By Andrew Hammond

SANAA | Wed Sep 26, 2012 1:14pm EDT

(Reuters) – Yemen’s president offered dialogue to Islamist militants including al Qaeda on Wednesday, but said they must agree first to put down weapons and reject support from abroad.

Restoring stability to Yemen has become an international priority given fears that jihadi fighters could entrench themselves in a country and threaten world No. 1 oil exporter Saudi Arabia next door and important world shipping lanes.

Al Qaeda in the Arabian Peninsula (AQAP) and other Sunni Muslim militant groups including Ansar al-Sharia gained ground last year during a popular uprising that forced out veteran autocratic president Ali Abdullah Saleh, who had been seen by Washington as its best ally in containing militants.

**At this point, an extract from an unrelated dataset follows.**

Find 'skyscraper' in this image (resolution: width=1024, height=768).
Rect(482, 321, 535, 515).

Military officers salute in front of poster of Yemen's President Abd-Rabbu Mansour Hadi during a military parade celebrating the 50th anniversary of North Yemen's revolution in Sanaa September 26, 2012. REUTERS/Khaled Abdullah

Since replacing Saleh in February, President Abd-Rabbu Mansour Hadi has waged an army offensive to oust such groups from areas of Abyan province in south Yemen while the United States has stepped up a campaign of missile strikes on them.

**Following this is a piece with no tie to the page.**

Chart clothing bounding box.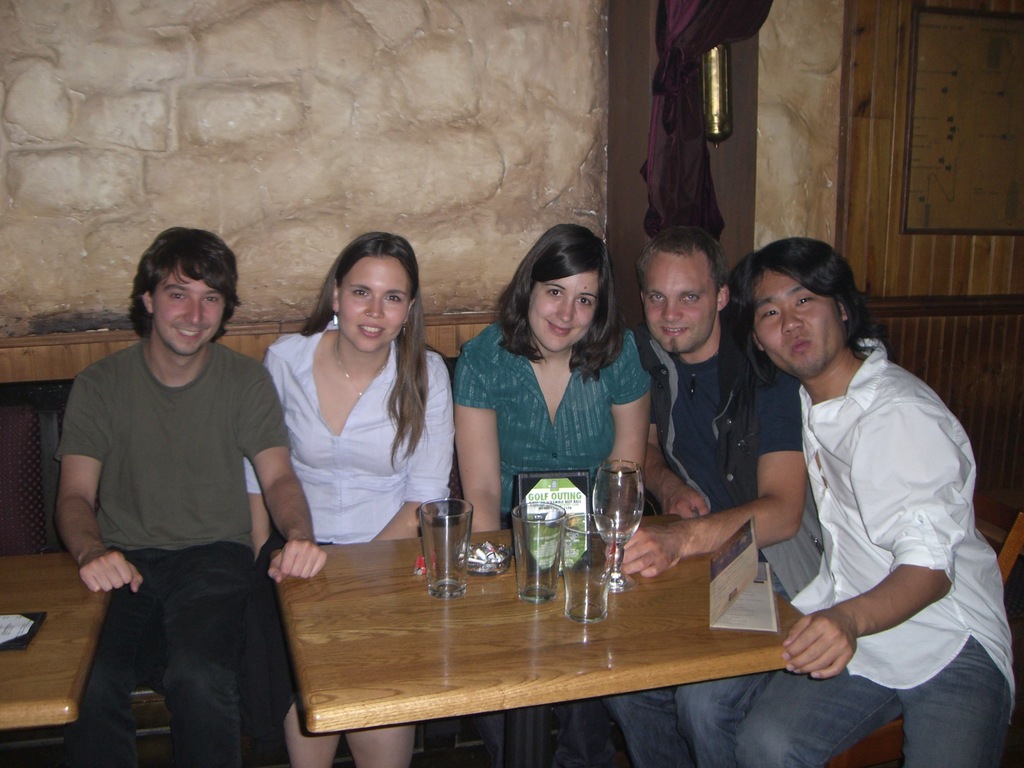
Charted: bbox(55, 340, 287, 547).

“I always say that, despite the blood that has been spilled, homes destroyed and people displaced, it is possible to open a dialogue,” Hadi said in an address broadcast on the occasion of the 50th anniversary of the Yemeni republic.

“But (this is) on condition that al Qaeda announces its agreement to cast aside its weapons, repent of its extremist ideas that are far from Islam, and give up protecting armed elements from outside the country.”

AL QAEDA UNLIKELY TO RESPOND

It is unlikely that the hardcore ideologues who lead al Qaeda would take up Hadi’s offer of dialogue. But it may have more resonance with Yemenis who have been sucked into the militant orbit for social or economic reasons.

They include members of Ansar al-Sharia, a local Yemeni phenomenon that some analysts say may have been set up with hidden state backing in the final year of the Saleh era as a way of confusing the political landscape and dividing his opponents.

“This is not likely at this time. Only when they have been dealt a fatal blow would they agree to lay down their arms,” said Yemeni political analyst Abdulghani al-Iryani.

In a separate speech to the U.N. general assembly on Wednesday and carried on Arabic television networks, Hadi asked for international support against al Qaeda.

“Al Qaeda today … has become much weaker than what it was, but we can’t take its threat lightly,” he said.

“We ask our international partners in fighting terrorism to give more logistical and technical support to security and counter-terrorism forces and broaden intelligence cooperation.”

AQAP, which has carried out attacks in Yemen, wounded Saudi Arabia’s deputy interior minister in a bomb blast, and tried to put bomb packages on U.S.-bound airliners, is an amalgamation of Saudi and Yemeni al Qaeda figures under a largely Saudi command.

Yemen’s new government and Washington have made tackling militants their top priority in seeking to restore order in the Arabian Peninsula state, salvage an economy that has not been able to prevent starvation in some remote regions, and usher disparate political and communal groups into a dialogue.

Hadi said that he had sometimes faced pressure from what he called intermediaries to open dialogue with AQAP and Ansar al-Sharia, an apparent reference to conservative Salafi clerics.

Such Sunni clerics have been annoyed by Hadi’s willingness to open up to Shi’ite Islamists of the Houthi movement, a militia which controls some areas of north Yemen and is being included in the political transition.

The U.S. ambassador to Yemen praised Yemen’s fight against al Qaeda in comments to Reuters this week. He said the government was more effective now than at any time since 2000, when a bomb attack on the USS Cole in Aden port killed 17 U.S. servicemen.

Militants have hit back since they were ousted from Abyan with a string of attacks on security officials and a suicide attack on a military parade in May that killed 100 soldiers.